Long-term Human Participation Assessment In Collaborative Learning Environments Using Dynamic Scene Analysis

TL;DR

This work addresses the challenge of long-term participation assessment in real-world collaborative classrooms. It introduces AOLME datasets and a two-stage approach comprising group detection near the camera and dynamic participant tracking within the detected group, enabling robust analysis despite occlusion and movement. Key contributions include a multi-representation group detector blending YOLO with AM-FM features, a video-face-recognition workflow using sparse sampling and K-means clustering to handle varied poses, and a Dynamic Participant Tracking (DPT) finite-state machine that maintains accurate presence information over long sessions.
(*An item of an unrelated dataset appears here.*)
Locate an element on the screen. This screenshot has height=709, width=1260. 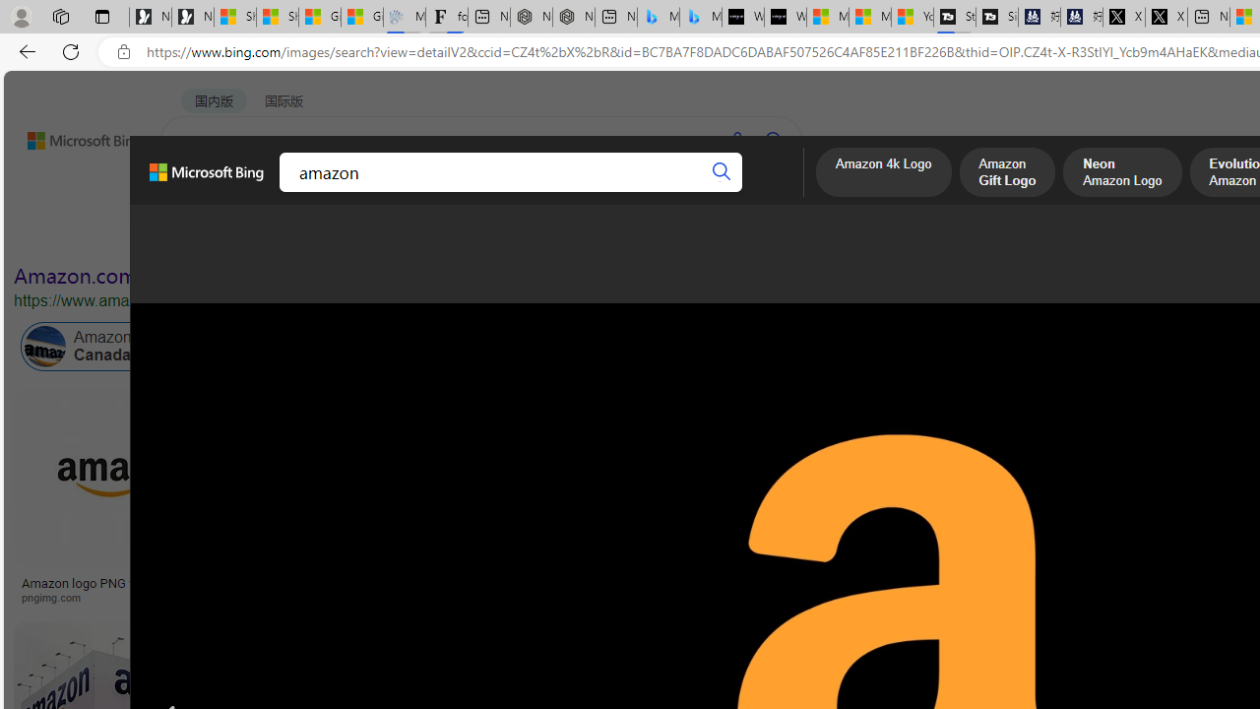
Kindle Paperwhite Case is located at coordinates (1070, 516).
With strong results—F1=0.85 for group detection on AOLME-GT and 82.3% accuracy for DPT on long videos—the paper demonstrates practical viability for educational data analytics and supports visualization via participation maps.

Abstract

The paper develops datasets and methods to assess student participation in real-life collaborative learning environments. In collaborative learning environments, students are organized into small groups where they are free to interact within their group. Thus, students can move around freely causing issues with strong pose variation, move out and re-enter the camera scene, or face away from the camera. We formulate the problem of assessing student participation into two subproblems: (i) student group detection against strong background interference from other groups, and (ii) dynamic participant tracking within the group. A massive independent testing dataset of 12,518,250 student label instances, of total duration of 21 hours and 22 minutes of real-life videos, is used for evaluating the performance of our proposed method for student group detection. The proposed method of using multiple image representations is shown to perform equally or better than YOLO on all video instances. Over the entire dataset, the proposed method achieved an F1 score of 0.85 compared to 0.80 for YOLO. Following student group detection, the paper presents the development of a dynamic participant tracking system for assessing student group participation through long video sessions. The proposed dynamic participant tracking system is shown to perform exceptionally well, missing a student in just one out of 35 testing videos. In comparison, a state of the art method fails to track students in 14 out of the 35 testing videos. The proposed method achieves 82.3% accuracy on an independent set of long, real-life collaborative videos.
Paper Structure (38 sections, 1 equation, 14 figures, 11 tables, 1 algorithm)

This paper contains 38 sections, 1 equation, 14 figures, 11 tables, 1 algorithm.

Figures (14)

  • Figure 1: Examples of the challenges associated with developing methods for assessing student participation based on the AOLME datasets.
  • Figure 2: A simple example to demonstrate the issues for training and testing dynamic participant tracking. In this example, we only show annotation for a single student per image. We note that there is no bounding box for the student in (d) because he is not visible. For the training and testing datasets, in each frame, we mark all of the students for each group.
  • Figure 3: AOLME student participation analysis system. We detect groups every second. We perform face recognition and dynamic participant tracking every frame.
  • Figure 4: Student Group Detection System.
  • Figure 5: AM-FM representation of the classroom environment.